Change at the Service rarely arrives as a plan. It arrives as disconnected single points — a roster change here, a change of work location there — each taken to the unions and the workforce on its own. So each becomes its own dispute, its own fight. We spend ourselves on scattered skirmishes and never reach the strategic change that actually matters. This pack is about turning that around — and it starts by getting the whole change picture connected.
A single roster change. A single location change. Each one lobbed over the fence to the unions and the workforce in isolation, with no shared picture of how it connects to anything else. Of course it gets questioned. Of course it gets disputed. We've given people no story to say yes to — just a series of unexplained asks.
Scattered single points. No connection, no context. Each one a fresh negotiation, a fresh chance to be blocked or disputed.
One joined-up story. Each change visibly part of a whole, with a shared rationale. Consultation on a picture, not a fragment.
Here's the trap: every disconnected change spends something — trust, goodwill, the team's time, the union relationship. We run out of all four fighting small battles before we ever get to the strategic change underneath. The fragmentation doesn't just fail to deliver strategy. It actively blocks it.
Disconnected change feels efficient — deal with each thing as it comes. But the hidden costs compound, and they're exactly the things we need most for the change that matters.
Single-point changes invite single-point resistance. We end up in a permanent cycle of consultation, objection and the tribunal risk — never clear of it.
Every unexplained ask spends trust with the unions and the workforce. By the time the big change comes, the goodwill we'd need to land it is gone.
All our bandwidth goes to the skirmishes. The transformation that would actually advance the organisation's outcomes waits — and waits.
The instinct is to get better at consulting on each change. That's backwards. If the changes are disconnected, better consultation just means losing the same battles more politely. The order has to change.
See all the change at once — every roster shift, location move and structural change — joined up through the Change quadrant and tied to the organisation's strategic outcomes. Stop firing single points. Start telling one connected story.
With a connected picture in hand, do consultation properly — meeting our industrial obligations on a coherent whole, not defending disconnected fragments. The floor is far easier to stand on when it's one floor, not fifty.
Now we add the real discipline — readiness, sponsorship, communication, capability, embedding — grounded in proven methodology. This is where we become genuine practitioners of change.
This pack follows that exact order. Part 2 is the floor — our IR obligations, done well. Parts 3 and 4 build the connected picture and the craft on top of it. But the mindset shift starts now: connection before compliance, picture before pieces.
In our partnering model, Change is the top-right quadrant: the most forward, most human work. The connected change picture lives there. But the discipline reaches into every frame — because every shift from where we are to where we want to be is itself a change effort.
Getting Operations visible after years of working another way? Change. Building new Engagement habits? Change. Lifting our eyes to Outcomes and learning to say no? Change. The whole journey from transactional to strategic partnering is a transformation — and we are its first subjects.
So this capability isn't only for the Change quadrant. The connected picture sits in Change, but the discipline of leading people from today to tomorrow runs through Operations, Engagement and Outcomes too.
We are our own first change project. If we can't lead this change in us, we can't credibly lead it in anyone else.
Change leadership isn't intuition or charisma — it's an established discipline with decades of research and recognised methodologies behind it. When we get to the craft, we'll ground our practice in the most respected of them.
Just names and a promise here. Part 3 is where we open them up and turn them into our own practice — practitioners of change, not just admirers of models.
Connecting the change picture isn't extra work on top of the disputes — it's the thing that ends them. Here's what it changes for each of us.
A connected, well-explained change picture is far harder to dispute point-by-point — and far easier for the workforce and unions to engage with in good faith.
We'll always meet our consultation duty. But we stop treating compliance as the whole job and start treating connected, adopted change as the real goal.
This capability is what makes our partnering shift stick — and lets us coach leaders through their change with hard-won credibility.
AI can help us see the whole picture — mapping changes, stakeholders and impacts, drafting the connected story — so our energy goes to the human work only we can do.
The way out of endless dispute isn't consulting harder on each fragment — it's connecting the picture, then standing firmly on the floor, then building the craft. Part 2 takes the floor: what our IR consultation obligations actually require, so we can meet them with confidence on a connected whole.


Task instructions: Within the entries below, how many lines carry the word "screenshot"? State the number and stop.

Items listed in a dataset:
□ □ □ □ □ □ □
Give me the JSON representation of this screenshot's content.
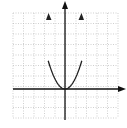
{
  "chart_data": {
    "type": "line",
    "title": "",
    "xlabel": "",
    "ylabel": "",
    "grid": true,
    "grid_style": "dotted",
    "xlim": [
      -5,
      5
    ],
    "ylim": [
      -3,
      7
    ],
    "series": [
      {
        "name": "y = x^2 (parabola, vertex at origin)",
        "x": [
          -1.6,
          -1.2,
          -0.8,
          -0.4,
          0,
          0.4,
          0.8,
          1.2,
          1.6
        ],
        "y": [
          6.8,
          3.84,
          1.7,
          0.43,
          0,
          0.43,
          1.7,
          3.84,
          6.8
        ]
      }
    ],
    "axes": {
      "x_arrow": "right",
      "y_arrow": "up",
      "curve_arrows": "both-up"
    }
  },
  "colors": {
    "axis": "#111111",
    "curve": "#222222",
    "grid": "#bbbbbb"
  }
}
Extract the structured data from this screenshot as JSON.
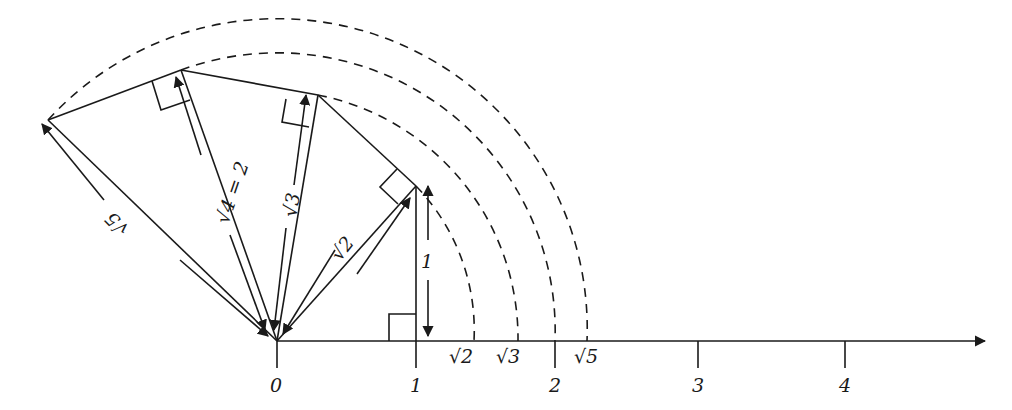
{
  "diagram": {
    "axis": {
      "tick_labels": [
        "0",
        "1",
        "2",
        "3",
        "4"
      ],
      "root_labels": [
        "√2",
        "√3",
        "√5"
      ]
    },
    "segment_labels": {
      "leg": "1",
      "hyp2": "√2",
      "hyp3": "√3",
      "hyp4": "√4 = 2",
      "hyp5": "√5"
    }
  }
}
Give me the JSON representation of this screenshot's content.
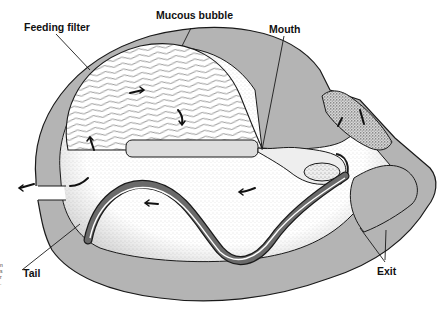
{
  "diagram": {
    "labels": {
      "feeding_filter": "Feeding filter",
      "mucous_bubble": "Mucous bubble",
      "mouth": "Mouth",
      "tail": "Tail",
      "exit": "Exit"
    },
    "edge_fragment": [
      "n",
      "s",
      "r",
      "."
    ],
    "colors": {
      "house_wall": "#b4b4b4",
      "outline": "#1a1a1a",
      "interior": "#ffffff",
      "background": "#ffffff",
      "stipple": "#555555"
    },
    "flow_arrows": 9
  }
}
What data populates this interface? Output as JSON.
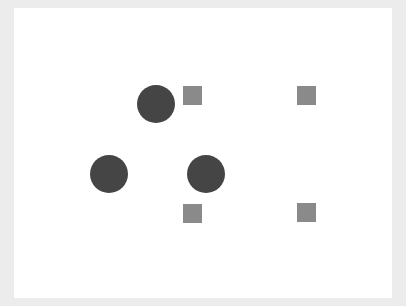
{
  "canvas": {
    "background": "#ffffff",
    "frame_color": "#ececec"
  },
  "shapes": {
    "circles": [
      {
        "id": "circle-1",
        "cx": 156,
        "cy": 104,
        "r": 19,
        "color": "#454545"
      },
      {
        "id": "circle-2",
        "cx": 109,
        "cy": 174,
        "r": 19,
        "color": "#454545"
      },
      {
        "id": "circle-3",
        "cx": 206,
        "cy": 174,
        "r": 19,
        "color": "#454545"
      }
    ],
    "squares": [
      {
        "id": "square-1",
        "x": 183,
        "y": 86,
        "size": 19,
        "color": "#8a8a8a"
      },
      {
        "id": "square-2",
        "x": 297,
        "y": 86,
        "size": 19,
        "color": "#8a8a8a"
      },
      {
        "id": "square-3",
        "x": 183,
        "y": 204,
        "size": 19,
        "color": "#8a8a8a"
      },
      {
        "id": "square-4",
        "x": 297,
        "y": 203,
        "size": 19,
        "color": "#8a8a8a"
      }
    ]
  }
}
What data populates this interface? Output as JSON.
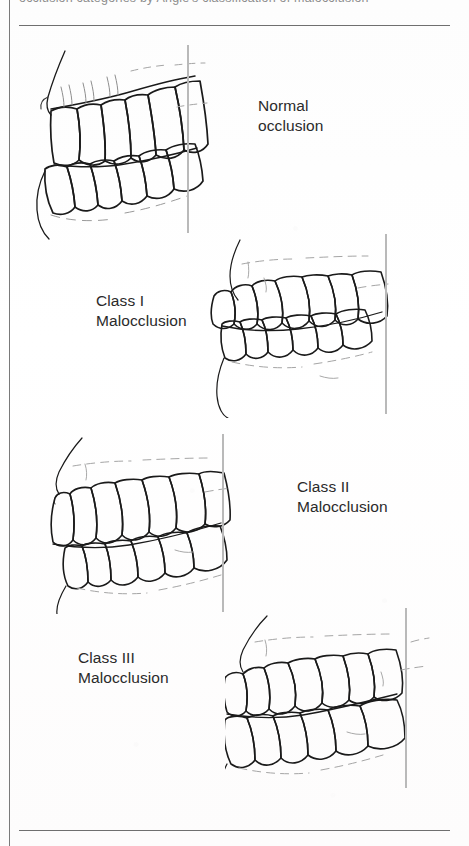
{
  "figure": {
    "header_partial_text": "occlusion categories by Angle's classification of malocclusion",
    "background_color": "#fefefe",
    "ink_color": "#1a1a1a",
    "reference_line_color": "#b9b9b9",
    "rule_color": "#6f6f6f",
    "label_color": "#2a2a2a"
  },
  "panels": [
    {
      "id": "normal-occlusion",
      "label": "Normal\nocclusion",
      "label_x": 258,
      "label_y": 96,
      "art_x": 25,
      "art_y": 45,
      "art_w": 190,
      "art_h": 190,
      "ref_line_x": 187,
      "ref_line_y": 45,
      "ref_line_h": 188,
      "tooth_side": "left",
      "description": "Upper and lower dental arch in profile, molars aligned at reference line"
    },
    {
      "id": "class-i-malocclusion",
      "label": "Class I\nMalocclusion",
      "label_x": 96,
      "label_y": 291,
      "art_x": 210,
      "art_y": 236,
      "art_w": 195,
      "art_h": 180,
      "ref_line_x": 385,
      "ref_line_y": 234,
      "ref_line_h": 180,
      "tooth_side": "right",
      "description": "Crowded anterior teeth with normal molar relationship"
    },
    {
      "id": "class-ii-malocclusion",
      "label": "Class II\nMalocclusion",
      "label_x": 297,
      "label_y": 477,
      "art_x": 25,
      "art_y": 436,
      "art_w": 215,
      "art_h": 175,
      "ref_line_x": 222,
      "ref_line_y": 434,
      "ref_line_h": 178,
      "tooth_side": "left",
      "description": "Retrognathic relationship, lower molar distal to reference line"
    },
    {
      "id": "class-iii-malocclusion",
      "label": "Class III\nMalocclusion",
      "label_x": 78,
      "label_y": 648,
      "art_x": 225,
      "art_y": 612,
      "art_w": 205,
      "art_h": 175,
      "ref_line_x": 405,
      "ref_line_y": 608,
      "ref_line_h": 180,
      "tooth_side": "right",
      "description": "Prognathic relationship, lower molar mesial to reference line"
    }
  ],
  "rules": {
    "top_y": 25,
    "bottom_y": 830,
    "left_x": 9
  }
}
□ □ □ □ □ □ □
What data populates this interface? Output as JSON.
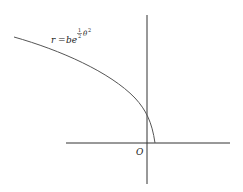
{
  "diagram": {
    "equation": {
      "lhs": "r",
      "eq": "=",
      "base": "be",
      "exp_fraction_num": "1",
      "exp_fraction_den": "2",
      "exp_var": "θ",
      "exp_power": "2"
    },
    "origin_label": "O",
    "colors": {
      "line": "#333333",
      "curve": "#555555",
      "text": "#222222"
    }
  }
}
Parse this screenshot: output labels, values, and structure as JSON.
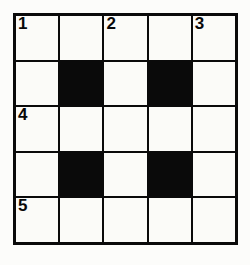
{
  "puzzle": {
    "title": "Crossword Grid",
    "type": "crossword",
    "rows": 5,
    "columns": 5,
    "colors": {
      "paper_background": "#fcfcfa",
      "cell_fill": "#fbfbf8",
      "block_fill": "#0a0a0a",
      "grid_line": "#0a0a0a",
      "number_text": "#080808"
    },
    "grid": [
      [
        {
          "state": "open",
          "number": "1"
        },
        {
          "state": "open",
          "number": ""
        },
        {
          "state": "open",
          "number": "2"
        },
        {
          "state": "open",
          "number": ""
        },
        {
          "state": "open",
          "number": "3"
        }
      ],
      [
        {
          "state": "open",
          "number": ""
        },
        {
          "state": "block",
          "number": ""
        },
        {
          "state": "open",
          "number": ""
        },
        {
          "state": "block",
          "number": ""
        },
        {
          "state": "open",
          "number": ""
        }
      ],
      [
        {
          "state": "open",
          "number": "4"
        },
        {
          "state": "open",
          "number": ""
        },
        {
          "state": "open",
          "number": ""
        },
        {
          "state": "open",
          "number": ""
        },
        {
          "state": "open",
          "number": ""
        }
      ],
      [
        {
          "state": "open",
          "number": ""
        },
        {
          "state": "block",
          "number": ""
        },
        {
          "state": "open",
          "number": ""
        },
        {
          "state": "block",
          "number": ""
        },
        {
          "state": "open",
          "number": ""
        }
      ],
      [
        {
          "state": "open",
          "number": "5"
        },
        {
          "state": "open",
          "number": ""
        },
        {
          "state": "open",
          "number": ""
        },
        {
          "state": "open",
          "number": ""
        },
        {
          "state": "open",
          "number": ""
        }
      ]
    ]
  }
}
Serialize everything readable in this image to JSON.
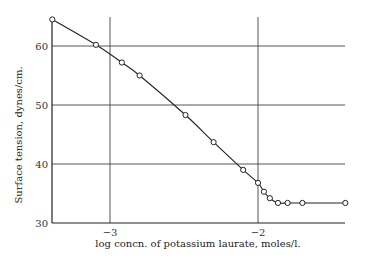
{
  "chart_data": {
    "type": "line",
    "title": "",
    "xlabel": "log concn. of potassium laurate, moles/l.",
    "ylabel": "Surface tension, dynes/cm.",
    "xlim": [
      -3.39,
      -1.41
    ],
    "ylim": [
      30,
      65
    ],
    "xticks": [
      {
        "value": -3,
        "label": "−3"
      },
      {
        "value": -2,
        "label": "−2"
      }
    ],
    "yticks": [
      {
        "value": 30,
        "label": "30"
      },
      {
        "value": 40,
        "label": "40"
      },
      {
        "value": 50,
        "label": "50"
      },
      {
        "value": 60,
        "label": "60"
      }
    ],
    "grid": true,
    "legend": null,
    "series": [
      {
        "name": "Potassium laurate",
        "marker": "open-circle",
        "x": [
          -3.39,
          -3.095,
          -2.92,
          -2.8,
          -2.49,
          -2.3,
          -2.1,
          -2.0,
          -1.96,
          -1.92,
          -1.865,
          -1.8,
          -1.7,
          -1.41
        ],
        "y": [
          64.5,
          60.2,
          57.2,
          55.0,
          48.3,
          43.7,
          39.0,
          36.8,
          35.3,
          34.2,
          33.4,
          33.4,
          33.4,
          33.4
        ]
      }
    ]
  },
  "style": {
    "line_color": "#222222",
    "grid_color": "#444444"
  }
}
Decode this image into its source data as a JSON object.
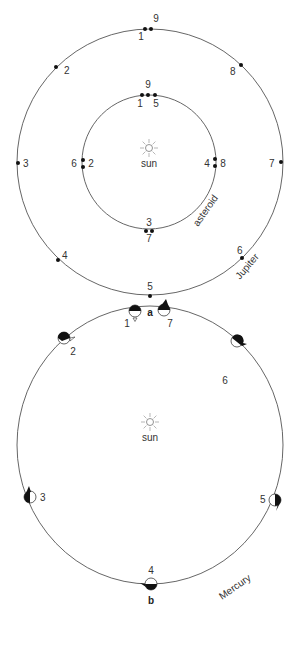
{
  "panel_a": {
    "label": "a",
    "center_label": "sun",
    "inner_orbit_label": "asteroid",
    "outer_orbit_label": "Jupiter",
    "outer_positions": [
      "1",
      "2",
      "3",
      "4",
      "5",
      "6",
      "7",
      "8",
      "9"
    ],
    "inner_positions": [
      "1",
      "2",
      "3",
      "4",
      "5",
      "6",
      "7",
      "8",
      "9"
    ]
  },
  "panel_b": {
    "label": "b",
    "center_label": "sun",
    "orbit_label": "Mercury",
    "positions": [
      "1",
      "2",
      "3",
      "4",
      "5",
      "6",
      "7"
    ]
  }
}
□ □ □ □ □ □ □
Written response: 4